Adringa's perspective stretches beyond her Pella, Iowa-based family-run business to her seat as a member of President Obama's Export Council and as vice chair of the National Association of Manufacturers.

"Good executives can recognize the need to ask the questions in the first place," says Adringa. "And the hardest ones, I've found, are being able to identify what are the real threats to your business and what are the real opportunities."

As an example, she cites the challenges that came with Vermeer's growth during the late 1990s and the speed bumps it faced in trying to establish a presence abroad. The processes and discipline that Vermeer employed domestically were virtually impossible to duplicate when it came to opening manufacturing facilities in Asia, Europe and South America.

"We had to give more autonomy to some of our groups to allow them to make better and quicker decisions, but do it within the context of the philosophies of our company," says Adringa. "There's a tension I think a lot of companies deal with, which is between being agile and flexible in the value that they offer, while keeping the processes in place. There's kind of a tug-of-war there."

Finding That Niche

Before Hlavin took over the business side of Thogus Products, he cut his teeth in the family company by cold-calling manufacturing clients on the road, a process he soon learned was wildly inefficient. But through that experience, which he refers to as "dialing and smiling," Hlavin became aware of an inherent disconnect on the supplier side of the business between the chemical companies and OEMs.

"The chemical companies didn't know how to sell or convert their materials into parts manufacturers could actually use," he said. "What I saw was a need for someone that could actually make the product."

Hlavin believed Thogus Products could be presented as a partner to the chemical companies, to help develop the materials and pitch products, with an eye specifically on the medical industry.

One company Thogus worked with was Cleveland-based polymer materials developer PolyOne Corp., which had a compound called Gravi-Tech. One manufacturing application in which Hlavin saw Gravi-Tech could be used was as a substitute for lead in medical devices and equipment thanks to its effective but benign radiation-shielding properties.

In recent years, lead products have come under heavier scrutiny. Hlavin anticipates federal officials will soon ban the use of lead in medical devices and seek to replace it with tungsten-filled polymers such as Gravi-Tech in radiology equipment.

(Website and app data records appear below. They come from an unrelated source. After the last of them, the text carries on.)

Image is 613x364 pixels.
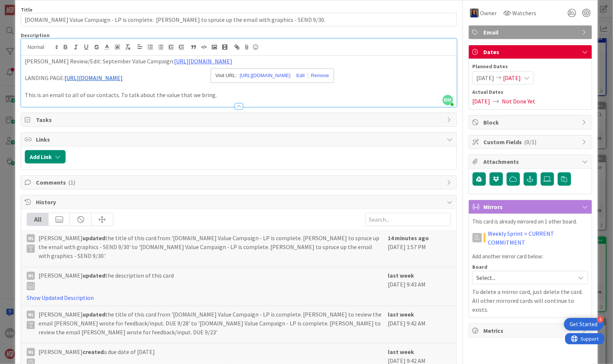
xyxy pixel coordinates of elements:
img: SL [470,8,479,17]
span: Description [21,32,50,39]
span: Not Done Yet [502,97,536,105]
span: Owner [480,8,497,17]
b: last week [388,348,415,355]
div: [DATE] 9:42 AM [388,310,451,339]
a: Show Updated Description [27,294,94,301]
div: ML [27,310,35,319]
div: ML [27,234,35,242]
input: type card name here... [21,13,457,26]
a: [URL][DOMAIN_NAME] [65,74,122,81]
p: This card is already mirrored on 1 other board. [473,217,588,226]
b: updated [83,310,105,318]
span: Support [16,1,34,10]
span: [DATE] [477,74,495,83]
div: All [27,213,49,226]
span: Block [484,118,579,127]
p: [PERSON_NAME] Review/Edit: September Value Campaign: [25,57,453,65]
b: last week [388,310,415,318]
p: To delete a mirror card, just delete the card. All other mirrored cards will continue to exists. [473,287,588,314]
b: 14 minutes ago [388,234,429,242]
p: This is an email to all of our contacts. To talk about the value that we bring. [25,91,453,99]
div: [DATE] 9:43 AM [388,271,451,302]
span: [PERSON_NAME] the title of this card from '[DOMAIN_NAME] Value Campaign - LP is complete. [PERSON... [39,233,384,260]
b: updated [83,272,105,279]
a: [URL][DOMAIN_NAME] [239,71,290,81]
a: [URL][DOMAIN_NAME] [174,57,233,65]
span: Actual Dates [473,88,588,96]
span: [PERSON_NAME] the description of this card [39,271,174,290]
span: Attachments [484,157,579,166]
span: Comments [36,178,443,186]
div: ML [27,272,35,280]
label: Title [21,6,32,13]
b: created [83,348,104,355]
span: ( 0/1 ) [525,138,537,146]
span: Tasks [36,115,443,124]
p: LANDING PAGE: [25,74,453,83]
span: [PERSON_NAME] the title of this card from '[DOMAIN_NAME] Value Campaign - LP is complete. [PERSON... [39,310,384,336]
div: Get Started [570,321,598,328]
span: BM [443,95,453,105]
b: updated [83,234,105,242]
div: ML [27,348,35,356]
span: Select... [477,272,572,283]
p: Add another mirror card below: [473,253,588,261]
div: [DATE] 1:57 PM [388,233,451,263]
span: Watchers [513,8,537,17]
input: Search... [365,213,451,226]
span: ( 1 ) [68,179,75,186]
b: last week [388,272,415,279]
div: Open Get Started checklist, remaining modules: 4 [564,318,604,330]
a: Weekly Sprint > CURRENT COMMITMENT [488,229,588,247]
span: Metrics [484,326,579,335]
span: [DATE] [504,74,521,83]
span: Planned Dates [473,63,588,70]
span: History [36,197,443,206]
button: Add Link [25,150,65,163]
span: Dates [484,47,579,56]
div: 4 [597,316,604,323]
span: Custom Fields [484,138,579,147]
span: Mirrors [484,202,579,211]
span: Email [484,28,579,36]
span: [DATE] [473,97,491,105]
span: Board [473,264,488,269]
span: Links [36,135,443,144]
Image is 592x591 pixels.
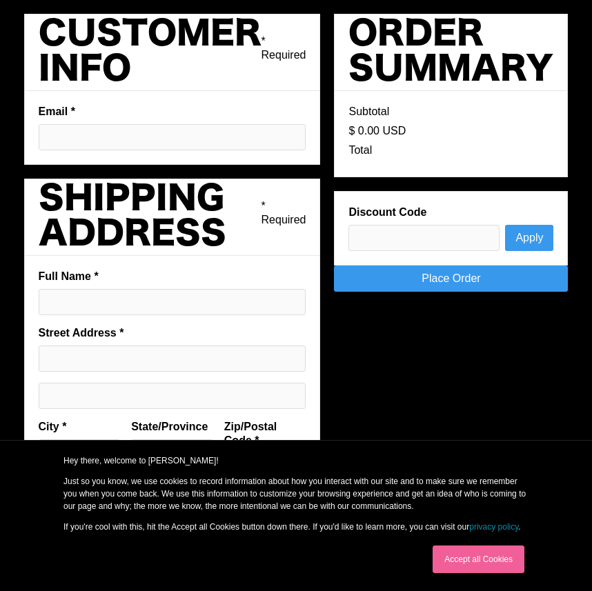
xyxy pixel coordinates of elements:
[39,17,261,88] h2: Customer Info
[432,545,524,573] a: Accept all Cookies
[348,143,372,157] div: Total
[63,475,528,512] p: Just so you know, we use cookies to record information about how you interact with our site and t...
[224,420,306,447] label: Zip/Postal Code *
[261,199,306,227] div: * Required
[63,454,528,467] p: Hey there, welcome to [PERSON_NAME]!
[39,420,121,434] label: City *
[348,105,389,119] div: Subtotal
[63,521,528,533] p: If you're cool with this, hit the Accept all Cookies button down there. If you'd like to learn mo...
[334,265,567,292] a: Place Order
[348,17,553,88] h2: Order Summary
[505,225,553,251] button: Apply Discount
[39,270,306,283] label: Full Name *
[39,326,306,340] label: Street Address *
[348,124,405,138] div: $ 0.00 USD
[469,522,518,532] a: privacy policy
[131,420,213,434] label: State/Province
[39,383,306,409] input: Shipping address optional
[261,34,306,62] div: * Required
[39,105,306,119] label: Email *
[39,182,261,252] h2: Shipping Address
[348,205,553,219] label: Discount Code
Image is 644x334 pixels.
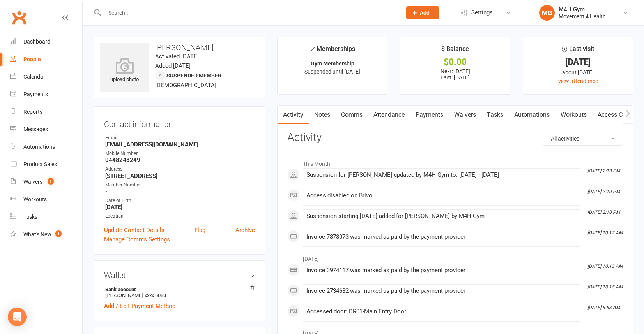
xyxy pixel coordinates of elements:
[104,117,255,129] h3: Contact information
[287,156,623,168] li: This Month
[167,73,221,79] span: Suspended member
[587,210,620,215] i: [DATE] 2:10 PM
[304,68,360,75] span: Suspended until [DATE]
[105,150,255,158] div: Mobile Number
[100,44,259,52] h3: [PERSON_NAME]
[24,56,41,62] div: People
[441,44,469,58] div: $ Balance
[277,106,309,124] a: Activity
[10,208,82,226] a: Tasks
[562,44,594,58] div: Last visit
[530,58,625,66] div: [DATE]
[306,192,576,199] div: Access disabled on Brivo
[24,127,48,133] div: Messages
[10,50,82,68] a: People
[10,138,82,156] a: Automations
[530,68,625,77] div: about [DATE]
[105,173,255,180] strong: [STREET_ADDRESS]
[105,287,251,293] strong: Bank account
[406,6,439,19] button: Add
[10,68,82,86] a: Calendar
[104,225,165,235] a: Update Contact Details
[587,284,623,290] i: [DATE] 10:15 AM
[145,293,166,299] span: xxxx 6083
[311,60,354,66] strong: Gym Membership
[309,44,355,59] div: Memberships
[10,86,82,103] a: Payments
[104,235,170,244] a: Manage Comms Settings
[55,231,62,237] span: 1
[105,188,255,195] strong: -
[194,225,205,235] a: Flag
[10,226,82,243] a: What's New1
[105,157,255,164] strong: 0448248249
[471,4,493,21] span: Settings
[104,286,255,299] li: [PERSON_NAME]
[24,232,51,238] div: What's New
[100,58,149,84] div: upload photo
[105,165,255,173] div: Address
[24,196,47,203] div: Workouts
[10,8,29,27] a: Clubworx
[335,106,368,124] a: Comms
[558,13,606,20] div: Movement 4 Health
[8,308,26,326] div: Open Intercom Messenger
[24,144,55,150] div: Automations
[306,171,576,178] div: Suspension for [PERSON_NAME] updated by M4H Gym to: [DATE] - [DATE]
[155,62,191,69] time: Added [DATE]
[24,161,57,167] div: Product Sales
[407,68,503,81] p: Next: [DATE] Last: [DATE]
[24,91,48,98] div: Payments
[104,271,255,280] h3: Wallet
[24,73,45,80] div: Calendar
[10,191,82,208] a: Workouts
[587,263,623,269] i: [DATE] 10:13 AM
[287,251,623,263] li: [DATE]
[10,33,82,50] a: Dashboard
[105,141,255,148] strong: [EMAIL_ADDRESS][DOMAIN_NAME]
[105,204,255,211] strong: [DATE]
[10,156,82,174] a: Product Sales
[539,5,555,21] div: MG
[368,106,410,124] a: Attendance
[555,106,592,124] a: Workouts
[155,53,199,60] time: Activated [DATE]
[420,10,430,16] span: Add
[508,106,555,124] a: Automations
[481,106,508,124] a: Tasks
[309,106,335,124] a: Notes
[24,214,37,220] div: Tasks
[155,82,217,89] span: [DEMOGRAPHIC_DATA]
[235,225,255,235] a: Archive
[104,301,176,311] a: Add / Edit Payment Method
[105,134,255,142] div: Email
[287,131,623,144] h3: Activity
[306,268,576,274] div: Invoice 3974117 was marked as paid by the payment provider
[449,106,481,124] a: Waivers
[105,182,255,189] div: Member Number
[306,213,576,220] div: Suspension starting [DATE] added for [PERSON_NAME] by M4H Gym
[592,106,644,124] a: Access Control
[105,197,255,205] div: Date of Birth
[407,58,503,66] div: $0.00
[587,168,620,174] i: [DATE] 2:13 PM
[309,46,315,53] i: ✓
[306,308,576,315] div: Accessed door: DR01-Main Entry Door
[306,234,576,241] div: Invoice 7378073 was marked as paid by the payment provider
[24,39,50,45] div: Dashboard
[306,288,576,295] div: Invoice 2734682 was marked as paid by the payment provider
[410,106,449,124] a: Payments
[24,109,42,115] div: Reports
[10,103,82,121] a: Reports
[24,179,42,185] div: Waivers
[48,178,54,185] span: 1
[105,213,255,220] div: Location
[10,121,82,138] a: Messages
[587,305,620,310] i: [DATE] 6:58 AM
[558,6,606,13] div: M4H Gym
[558,78,598,84] a: view attendance
[587,189,620,194] i: [DATE] 2:10 PM
[10,174,82,191] a: Waivers 1
[102,8,396,18] input: Search...
[587,230,623,236] i: [DATE] 10:12 AM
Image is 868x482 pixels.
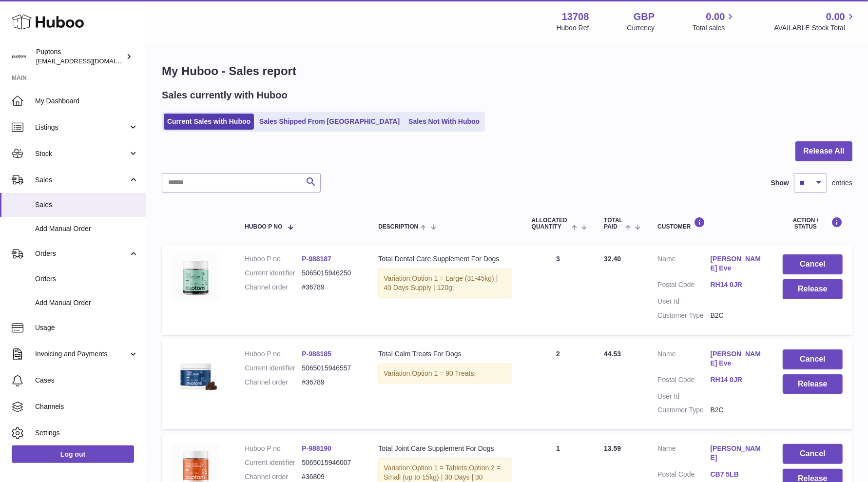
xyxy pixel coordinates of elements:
[35,97,138,106] span: My Dashboard
[562,10,589,24] strong: 13708
[245,444,302,453] dt: Huboo P no
[633,10,655,24] strong: GBP
[378,224,418,230] span: Description
[411,369,475,378] span: Option 1 = 90 Treats;
[692,24,736,33] span: Total sales
[36,57,143,65] span: [EMAIL_ADDRESS][DOMAIN_NAME]
[245,283,302,292] dt: Channel order
[378,444,511,453] div: Total Joint Care Supplement For Dogs
[604,218,623,230] span: Total paid
[162,63,852,79] h1: My Huboo - Sales report
[657,280,710,292] dt: Postal Code
[692,10,736,33] a: 0.00 Total sales
[773,24,856,33] span: AVAILABLE Stock Total
[35,225,138,234] span: Add Manual Order
[245,458,302,467] dt: Current identifier
[657,297,710,306] dt: User Id
[245,378,302,387] dt: Channel order
[384,275,498,291] span: Option 1 = Large (31-45kg) | 40 Days Supply | 120g;
[783,255,842,275] button: Cancel
[627,24,655,33] div: Currency
[245,268,302,278] dt: Current identifier
[826,10,845,24] span: 0.00
[378,268,511,298] div: Variation:
[657,376,710,387] dt: Postal Code
[256,113,403,130] a: Sales Shipped From [GEOGRAPHIC_DATA]
[657,470,710,482] dt: Postal Code
[245,472,302,482] dt: Channel order
[302,364,359,373] dd: 5065015946557
[35,275,138,284] span: Orders
[302,444,331,453] a: P-988190
[783,374,842,394] button: Release
[710,311,763,321] dd: B2C
[657,311,710,321] dt: Customer Type
[36,47,124,66] div: Puptons
[522,340,594,430] td: 2
[35,123,128,132] span: Listings
[162,89,288,102] h2: Sales currently with Huboo
[710,376,763,385] a: RH14 0JR
[302,458,359,467] dd: 5065015946007
[710,470,763,479] a: CB7 5LB
[35,323,138,332] span: Usage
[35,298,138,307] span: Add Manual Order
[604,255,621,263] span: 32.40
[172,350,220,399] img: Total_Calm_TreatsMain.jpg
[657,255,710,275] dt: Name
[710,255,763,273] a: [PERSON_NAME] Eve
[710,280,763,289] a: RH14 0JR
[405,113,483,130] a: Sales Not With Huboo
[35,175,128,185] span: Sales
[710,350,763,368] a: [PERSON_NAME] Eve
[302,378,359,387] dd: #36789
[35,150,128,159] span: Stock
[12,446,134,463] a: Log out
[783,217,842,230] div: Action / Status
[783,280,842,299] button: Release
[771,179,789,188] label: Show
[35,249,128,259] span: Orders
[245,364,302,373] dt: Current identifier
[783,350,842,369] button: Cancel
[378,350,511,359] div: Total Calm Treats For Dogs
[35,350,128,359] span: Invoicing and Payments
[35,376,138,385] span: Cases
[245,255,302,264] dt: Huboo P no
[35,428,138,438] span: Settings
[172,255,220,300] img: TotalDentalCarePowder120.jpg
[657,392,710,401] dt: User Id
[706,10,725,24] span: 0.00
[302,350,331,358] a: P-988185
[783,444,842,464] button: Cancel
[12,49,26,64] img: hello@puptons.com
[795,141,852,161] button: Release All
[657,444,710,465] dt: Name
[302,472,359,482] dd: #36809
[557,24,589,33] div: Huboo Ref
[532,218,569,230] span: ALLOCATED Quantity
[378,364,511,384] div: Variation:
[832,179,852,188] span: entries
[411,464,468,472] span: Option 1 = Tablets;
[522,245,594,335] td: 3
[35,402,138,412] span: Channels
[35,200,138,209] span: Sales
[710,405,763,415] dd: B2C
[657,405,710,415] dt: Customer Type
[773,10,856,33] a: 0.00 AVAILABLE Stock Total
[302,268,359,278] dd: 5065015946250
[245,350,302,359] dt: Huboo P no
[710,444,763,463] a: [PERSON_NAME]
[657,350,710,371] dt: Name
[657,217,763,230] div: Customer
[245,224,282,230] span: Huboo P no
[604,350,621,358] span: 44.53
[302,255,331,263] a: P-988187
[164,113,254,130] a: Current Sales with Huboo
[378,255,511,264] div: Total Dental Care Supplement For Dogs
[604,444,621,453] span: 13.59
[302,283,359,292] dd: #36789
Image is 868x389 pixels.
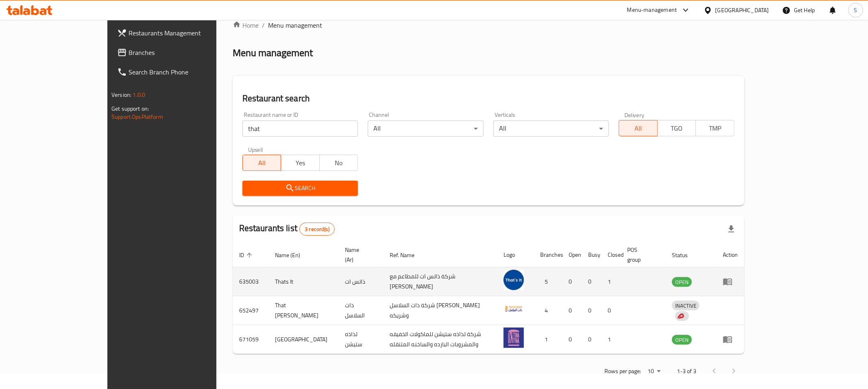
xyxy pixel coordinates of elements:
span: Name (En) [275,250,311,260]
span: All [246,157,278,169]
span: Name (Ar) [345,245,374,264]
td: شركة لذاذه ستيشن للماكولات الخفيفه والمشروبات البارده والساخنه المتنقله [383,325,497,354]
li: / [262,20,265,30]
td: 0 [582,267,601,296]
button: TMP [695,120,735,136]
button: TGO [657,120,697,136]
span: All [622,122,655,135]
td: 1 [601,267,621,296]
div: Rows per page: [644,365,664,378]
td: 1 [601,325,621,354]
button: No [319,155,358,171]
td: 4 [534,296,562,325]
a: Support.OpsPlatform [112,112,163,122]
h2: Restaurant search [242,92,735,105]
td: ذات السلاسل [339,296,383,325]
span: INACTIVE [672,301,700,310]
span: Search Branch Phone [129,67,246,77]
th: Open [562,242,582,267]
div: Menu [723,276,738,286]
button: All [242,155,281,171]
span: S [854,6,857,15]
span: Restaurants Management [129,28,246,38]
td: 0 [562,325,582,354]
td: 0 [601,296,621,325]
img: Lathatha Station [504,327,524,348]
div: [GEOGRAPHIC_DATA] [716,6,769,15]
nav: breadcrumb [233,20,745,30]
span: Yes [284,157,317,169]
td: 0 [582,296,601,325]
span: TMP [699,122,732,135]
span: Get support on: [112,104,149,114]
td: شركة ذات السلاسل [PERSON_NAME] وشريكه [383,296,497,325]
span: 3 record(s) [300,225,335,233]
img: That Al Salasil [504,299,524,319]
a: Search Branch Phone [111,62,252,82]
div: Total records count [300,223,335,236]
p: Rows per page: [605,366,641,376]
span: POS group [627,245,656,264]
p: 1-3 of 3 [677,366,697,376]
td: 0 [562,267,582,296]
span: Search [249,183,352,193]
img: Thats It [504,270,524,290]
div: OPEN [672,335,692,344]
span: Branches [129,48,246,58]
label: Upsell [248,147,263,152]
th: Logo [497,242,534,267]
td: Thats It [268,267,339,296]
button: Search [242,181,358,195]
span: Version: [112,89,131,100]
img: delivery hero logo [677,313,684,320]
td: 0 [562,296,582,325]
td: 5 [534,267,562,296]
div: Menu [723,335,738,344]
td: ذاتس ات [339,267,383,296]
div: Indicates that the vendor menu management has been moved to DH Catalog service [675,311,689,321]
span: ID [239,250,254,260]
div: Menu-management [627,6,678,15]
div: Export file [722,220,742,239]
span: Status [672,250,699,260]
span: OPEN [672,336,692,344]
td: 1 [534,325,562,354]
table: enhanced table [233,242,745,354]
span: No [323,157,355,169]
div: All [494,121,609,137]
th: Action [716,242,745,267]
div: INACTIVE [672,301,700,310]
button: All [619,120,658,136]
th: Branches [534,242,562,267]
span: Ref. Name [390,250,425,260]
td: [GEOGRAPHIC_DATA] [268,325,339,354]
td: شركة ذاتس ات للمطاعم مع [PERSON_NAME] [383,267,497,296]
td: 0 [582,325,601,354]
div: All [368,121,484,137]
label: Delivery [625,112,645,118]
span: TGO [661,122,693,135]
button: Yes [280,155,320,171]
input: Search for restaurant name or ID.. [242,121,358,137]
th: Busy [582,242,601,267]
th: Closed [601,242,621,267]
a: Branches [111,43,252,62]
h2: Restaurants list [239,222,335,236]
a: Restaurants Management [111,24,252,43]
h2: Menu management [233,46,313,59]
td: That [PERSON_NAME] [268,296,339,325]
span: 1.0.0 [133,89,145,100]
span: Menu management [268,20,323,30]
span: OPEN [672,277,692,287]
td: لذاذه ستيشن [339,325,383,354]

Offering specialized products and, more importantly, specialized services is what separates those that thrive from those that merely survive. Collins, in his 2006 book Saving American Manufacturing, outlined several such elements, including emphasizing customized, low-volume products that can't be easily duplicated.

"We've beat internal efficiencies to death, so we've got to try to do something else," says Collins. "There are still a lot of opportunities in our own market. But you have to be on top of it and you have to know how to find them. You have to know how to develop products and services and you have to do it quicker than the Asians can copy them."

Hlavin sees a strong generational edge to the equation. When he talks about manufacturing, he mentions Mark Zuckerberg, Steve Jobs and Google nearly as often as he might talk about processes and lean.

"I didn't want to be defined as a processor," says Hlavin. "It's a function of what we do, but it doesn't define who we are. The way I look at it out there right now is, if you're not diversifying your portfolio and going after new markets and new opportunities and new technologies, all you're doing is trading dollars amongst suppliers. You're already dying."